The Home Office has released the medicinal cannabis oil it confiscated from
Billy Caldwell’s family, who had been using it to treat his severe epilepsy.
The government backdown came shortly after the 12-year-old’s mother, Charlotte, said she was confident the Home Office would grant a special licence so her son could be treated with the anti-epileptic cannabis medicine.
Sajid Javid said on Saturday he had used an exceptional power as home secretary to urgently issue a licence for Billy to be treated. “This is a very complex situation, but our immediate priority is making sure Billy receives the most effective treatment possible in a safe way,” he said.
“We have been in close contact with Billy’s medical team overnight and my decision is based on the advice of senior clinicians who have made clear this is a medical emergency. The policing minister met with the family on Monday and since then has been working to reach an urgent solution.”
The Home Office had been under intense pressure to allow Billy to be prescribed the medicine that had kept his seizures at bay for around 300 days before his doctor was forced to stop the prescriptions.
Billy had two seizures on Friday night after opiate-based medicines failed to control his condition, and was taken to Chelsea and Westminster hospital by ambulance.
Caldwell said they had “achieved the impossible” and criticised the “dreadful, horrific, cruel experience” that had deeply affected her son. “His little body has been completely broken and his little mind,” she said.
“I truly believe that somewhere in the Home Office there’s someone with a heart and I truly believe that Billy was pulling on their heart strings.”
Caldwell vowed to keep up her fight to allow others in the UK to have access to the medication they need. “My experience leaves me in no doubt that the Home Office can no longer play a role in the administration of medication for sick children in our country,” she said. “Children are dying in our country and it needs to stop now.”
The Caldwells’ MP, Órfhlaith Begley of Sinn Féin, welcomed Javid’s decision.
“Billy should never have been put in that position. The treatment was clearly working for him and he deteriorated badly once it ended, yet it still took intense lobbying to get the Home Office to reverse this cruel decision,” she said.
“I will continue to engage with the Home Office and the health authorities to ensure he can access his medication in the longer term so there is no repeat of the trauma he has suffered over recent weeks.”
The decision to allow Billy to be prescribed the treatment is the first time that cannabis oil containing THC, the psychoactive component, has been prescribed in the UK since it was made illegal in 1971.
A doctor in Northern Ireland had prescribed cannabis oil for Billy last year, when it became clear it was the only effective treatment. It was the first time a child had been issued the substance on the NHS.
The Home Office, however, ordered him to stop prescribing the medicine because it was “unlawful to possess Schedule 1 drugs”.
This prompted the Caldwells to go to Canada to obtain the medicine.
When they returned with six months’ worth of cannabis oil, it was confiscated and a minister told them that it would not be returned.
The Home Office then recommended three neurologists who could help manage Billy’s transition off cannabis oil, but none subsequently saw him. Caldwell said one of the experts told her they did not have the time, another was on holiday and the third did not return her calls.
Caldwell, from Castlederg, Co Tyrone, had been anxious to highlight what she said was the wider injustice of epileptic children not having access to medical cannabis.
Attention is likely to now turn to other families with children who have similar conditions to Billy. Many have followed the Caldwell case closely and are calling for laws to be relaxed to make cannabis medicine easier to access in the UK.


Task goal
In the records below, how many lines hold the word "hispanic"? Give only the number.

(Data tied to figure images)
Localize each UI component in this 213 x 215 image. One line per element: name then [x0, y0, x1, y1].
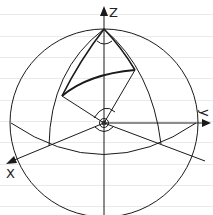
meridian-left: [49, 29, 104, 146]
triangle-edge-right: [104, 29, 135, 70]
triangle-edge-left: [62, 29, 104, 96]
back-axis-line: [104, 123, 205, 161]
z-arrow-icon: [100, 6, 108, 16]
y-arrow-icon: [202, 119, 211, 127]
y-axis-label: y: [198, 109, 213, 117]
x-arrow-icon: [6, 156, 17, 164]
radius-line-right: [104, 70, 135, 123]
x-axis-label: X: [6, 166, 15, 181]
radius-line-left: [62, 96, 104, 123]
sphere-diagram: Z y X: [0, 0, 213, 215]
great-circle-arc: [62, 70, 135, 96]
z-axis-label: Z: [109, 5, 118, 20]
x-axis: [12, 123, 104, 161]
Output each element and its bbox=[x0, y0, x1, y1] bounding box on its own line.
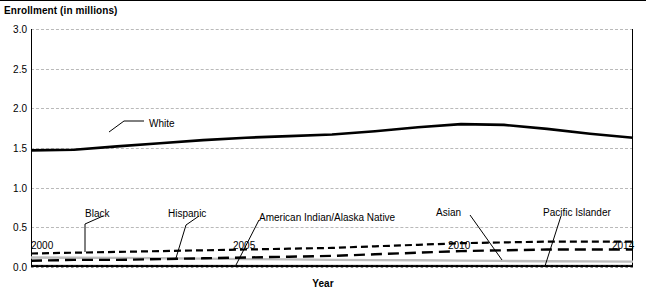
series-label-american-indian-alaska-native: American Indian/Alaska Native bbox=[259, 212, 395, 223]
x-tick-label-2010: 2010 bbox=[448, 241, 470, 251]
enrollment-line-chart: Enrollment (in millions) 3.0 2.5 2.0 1.5… bbox=[0, 0, 646, 296]
y-tick-label: 2.0 bbox=[13, 104, 27, 114]
y-tick-label: 3.0 bbox=[13, 25, 27, 35]
leader-hispanic bbox=[176, 216, 199, 258]
top-divider bbox=[0, 0, 646, 1]
y-tick-label: 1.5 bbox=[13, 144, 27, 154]
series-label-hispanic: Hispanic bbox=[168, 208, 206, 219]
x-tick-label-2000: 2000 bbox=[31, 241, 53, 251]
series-label-white: White bbox=[149, 118, 175, 129]
y-tick-label: 0.0 bbox=[13, 263, 27, 273]
y-tick-label: 1.0 bbox=[13, 184, 27, 194]
y-tick-label: 2.5 bbox=[13, 65, 27, 75]
y-axis-title: Enrollment (in millions) bbox=[4, 5, 118, 16]
series-label-black: Black bbox=[85, 208, 109, 219]
annotation-leader-lines bbox=[31, 29, 633, 267]
leader-asian bbox=[470, 215, 502, 260]
series-label-pacific-islander: Pacific Islander bbox=[543, 207, 611, 218]
leader-pacific-islander bbox=[545, 216, 561, 266]
x-axis-title: Year bbox=[0, 278, 646, 289]
x-tick-label-2005: 2005 bbox=[233, 241, 255, 251]
y-tick-label: 0.5 bbox=[13, 223, 27, 233]
series-label-asian: Asian bbox=[436, 207, 461, 218]
plot-area: 3.0 2.5 2.0 1.5 1.0 0.5 0.0 bbox=[31, 29, 633, 267]
x-tick-label-2014: 2014 bbox=[612, 241, 634, 251]
leader-white bbox=[109, 121, 144, 132]
leader-black bbox=[85, 216, 103, 252]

The completed task
2